* _Problem to work on_:
Return every line of the listing exactly as written.
__________________________________________________
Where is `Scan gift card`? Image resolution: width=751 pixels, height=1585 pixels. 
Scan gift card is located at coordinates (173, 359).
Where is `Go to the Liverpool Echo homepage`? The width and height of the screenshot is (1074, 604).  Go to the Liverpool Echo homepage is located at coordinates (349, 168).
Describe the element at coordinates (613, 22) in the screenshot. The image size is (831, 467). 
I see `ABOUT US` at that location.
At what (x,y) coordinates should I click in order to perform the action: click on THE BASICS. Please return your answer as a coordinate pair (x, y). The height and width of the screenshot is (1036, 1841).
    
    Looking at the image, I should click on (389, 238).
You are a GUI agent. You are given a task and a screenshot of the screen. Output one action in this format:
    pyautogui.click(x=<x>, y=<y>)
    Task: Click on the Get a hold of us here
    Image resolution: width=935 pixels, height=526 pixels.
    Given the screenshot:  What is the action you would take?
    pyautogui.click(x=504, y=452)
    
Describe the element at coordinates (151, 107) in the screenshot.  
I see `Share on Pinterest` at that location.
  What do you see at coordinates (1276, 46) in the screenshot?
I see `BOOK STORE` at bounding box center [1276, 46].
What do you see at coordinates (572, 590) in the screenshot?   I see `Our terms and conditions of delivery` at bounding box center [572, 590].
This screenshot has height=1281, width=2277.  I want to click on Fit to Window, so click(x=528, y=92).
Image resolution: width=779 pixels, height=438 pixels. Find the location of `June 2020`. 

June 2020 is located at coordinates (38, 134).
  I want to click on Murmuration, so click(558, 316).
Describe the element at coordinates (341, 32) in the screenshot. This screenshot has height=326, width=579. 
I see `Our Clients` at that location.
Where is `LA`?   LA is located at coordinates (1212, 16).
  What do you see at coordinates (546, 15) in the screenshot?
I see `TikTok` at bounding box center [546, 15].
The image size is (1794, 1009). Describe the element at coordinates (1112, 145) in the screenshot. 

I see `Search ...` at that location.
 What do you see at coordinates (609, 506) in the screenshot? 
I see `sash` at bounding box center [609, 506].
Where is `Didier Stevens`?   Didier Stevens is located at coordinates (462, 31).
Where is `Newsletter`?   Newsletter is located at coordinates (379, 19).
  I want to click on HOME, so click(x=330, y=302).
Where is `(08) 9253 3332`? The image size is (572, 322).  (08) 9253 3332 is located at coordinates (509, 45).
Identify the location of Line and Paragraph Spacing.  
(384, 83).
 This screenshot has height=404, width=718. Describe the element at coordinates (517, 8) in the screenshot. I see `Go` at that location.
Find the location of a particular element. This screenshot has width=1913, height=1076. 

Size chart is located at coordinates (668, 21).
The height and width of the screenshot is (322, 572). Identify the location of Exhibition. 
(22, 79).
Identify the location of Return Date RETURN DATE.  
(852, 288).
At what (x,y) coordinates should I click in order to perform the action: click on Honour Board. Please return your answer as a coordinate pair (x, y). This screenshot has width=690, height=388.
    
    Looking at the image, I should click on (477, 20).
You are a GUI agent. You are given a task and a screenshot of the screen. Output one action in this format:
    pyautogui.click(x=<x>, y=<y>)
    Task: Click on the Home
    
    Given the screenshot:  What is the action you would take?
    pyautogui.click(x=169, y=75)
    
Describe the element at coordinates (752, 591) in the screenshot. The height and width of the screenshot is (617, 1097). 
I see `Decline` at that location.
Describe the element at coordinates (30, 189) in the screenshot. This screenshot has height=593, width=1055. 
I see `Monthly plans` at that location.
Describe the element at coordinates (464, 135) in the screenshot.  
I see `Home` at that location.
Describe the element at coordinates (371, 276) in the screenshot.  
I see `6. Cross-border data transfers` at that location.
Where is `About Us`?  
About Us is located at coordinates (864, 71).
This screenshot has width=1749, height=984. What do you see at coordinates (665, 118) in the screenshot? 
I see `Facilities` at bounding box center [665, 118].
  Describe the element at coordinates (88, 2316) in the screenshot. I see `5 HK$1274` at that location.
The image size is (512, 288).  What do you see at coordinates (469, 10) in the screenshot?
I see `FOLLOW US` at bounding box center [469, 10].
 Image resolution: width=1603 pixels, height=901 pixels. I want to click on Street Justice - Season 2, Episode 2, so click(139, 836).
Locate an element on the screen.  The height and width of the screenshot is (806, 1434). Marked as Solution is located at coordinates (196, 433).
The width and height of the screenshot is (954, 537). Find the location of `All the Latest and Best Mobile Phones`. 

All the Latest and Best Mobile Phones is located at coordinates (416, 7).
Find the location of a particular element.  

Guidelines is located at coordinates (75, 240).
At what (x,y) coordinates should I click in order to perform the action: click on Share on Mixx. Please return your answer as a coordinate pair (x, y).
__________________________________________________
* _Response_:
Where is `Scan gift card`? Image resolution: width=751 pixels, height=1585 pixels. 
Scan gift card is located at coordinates (173, 359).
Where is `Go to the Liverpool Echo homepage`? The width and height of the screenshot is (1074, 604).  Go to the Liverpool Echo homepage is located at coordinates (349, 168).
Describe the element at coordinates (613, 22) in the screenshot. The image size is (831, 467). 
I see `ABOUT US` at that location.
At what (x,y) coordinates should I click in order to perform the action: click on THE BASICS. Please return your answer as a coordinate pair (x, y). The height and width of the screenshot is (1036, 1841).
    
    Looking at the image, I should click on (389, 238).
You are a GUI agent. You are given a task and a screenshot of the screen. Output one action in this format:
    pyautogui.click(x=<x>, y=<y>)
    Task: Click on the Get a hold of us here
    Image resolution: width=935 pixels, height=526 pixels.
    Given the screenshot:  What is the action you would take?
    pyautogui.click(x=504, y=452)
    
Describe the element at coordinates (151, 107) in the screenshot.  
I see `Share on Pinterest` at that location.
  What do you see at coordinates (1276, 46) in the screenshot?
I see `BOOK STORE` at bounding box center [1276, 46].
What do you see at coordinates (572, 590) in the screenshot?   I see `Our terms and conditions of delivery` at bounding box center [572, 590].
This screenshot has height=1281, width=2277.  I want to click on Fit to Window, so click(x=528, y=92).
Image resolution: width=779 pixels, height=438 pixels. Find the location of `June 2020`. 

June 2020 is located at coordinates (38, 134).
  I want to click on Murmuration, so click(558, 316).
Describe the element at coordinates (341, 32) in the screenshot. This screenshot has height=326, width=579. 
I see `Our Clients` at that location.
Where is `LA`?   LA is located at coordinates (1212, 16).
  What do you see at coordinates (546, 15) in the screenshot?
I see `TikTok` at bounding box center [546, 15].
The image size is (1794, 1009). Describe the element at coordinates (1112, 145) in the screenshot. 

I see `Search ...` at that location.
 What do you see at coordinates (609, 506) in the screenshot? 
I see `sash` at bounding box center [609, 506].
Where is `Didier Stevens`?   Didier Stevens is located at coordinates (462, 31).
Where is `Newsletter`?   Newsletter is located at coordinates (379, 19).
  I want to click on HOME, so click(x=330, y=302).
Where is `(08) 9253 3332`? The image size is (572, 322).  (08) 9253 3332 is located at coordinates (509, 45).
Identify the location of Line and Paragraph Spacing.  
(384, 83).
 This screenshot has height=404, width=718. Describe the element at coordinates (517, 8) in the screenshot. I see `Go` at that location.
Find the location of a particular element. This screenshot has width=1913, height=1076. 

Size chart is located at coordinates (668, 21).
The height and width of the screenshot is (322, 572). Identify the location of Exhibition. 
(22, 79).
Identify the location of Return Date RETURN DATE.  
(852, 288).
At what (x,y) coordinates should I click in order to perform the action: click on Honour Board. Please return your answer as a coordinate pair (x, y). This screenshot has width=690, height=388.
    
    Looking at the image, I should click on (477, 20).
You are a GUI agent. You are given a task and a screenshot of the screen. Output one action in this format:
    pyautogui.click(x=<x>, y=<y>)
    Task: Click on the Home
    
    Given the screenshot:  What is the action you would take?
    pyautogui.click(x=169, y=75)
    
Describe the element at coordinates (752, 591) in the screenshot. The height and width of the screenshot is (617, 1097). 
I see `Decline` at that location.
Describe the element at coordinates (30, 189) in the screenshot. This screenshot has height=593, width=1055. 
I see `Monthly plans` at that location.
Describe the element at coordinates (464, 135) in the screenshot.  
I see `Home` at that location.
Describe the element at coordinates (371, 276) in the screenshot.  
I see `6. Cross-border data transfers` at that location.
Where is `About Us`?  
About Us is located at coordinates (864, 71).
This screenshot has width=1749, height=984. What do you see at coordinates (665, 118) in the screenshot? 
I see `Facilities` at bounding box center [665, 118].
  Describe the element at coordinates (88, 2316) in the screenshot. I see `5 HK$1274` at that location.
The image size is (512, 288).  What do you see at coordinates (469, 10) in the screenshot?
I see `FOLLOW US` at bounding box center [469, 10].
 Image resolution: width=1603 pixels, height=901 pixels. I want to click on Street Justice - Season 2, Episode 2, so click(139, 836).
Locate an element on the screen.  The height and width of the screenshot is (806, 1434). Marked as Solution is located at coordinates (196, 433).
The width and height of the screenshot is (954, 537). Find the location of `All the Latest and Best Mobile Phones`. 

All the Latest and Best Mobile Phones is located at coordinates (416, 7).
Find the location of a particular element.  

Guidelines is located at coordinates (75, 240).
At what (x,y) coordinates should I click in order to perform the action: click on Share on Mixx. Please return your answer as a coordinate pair (x, y).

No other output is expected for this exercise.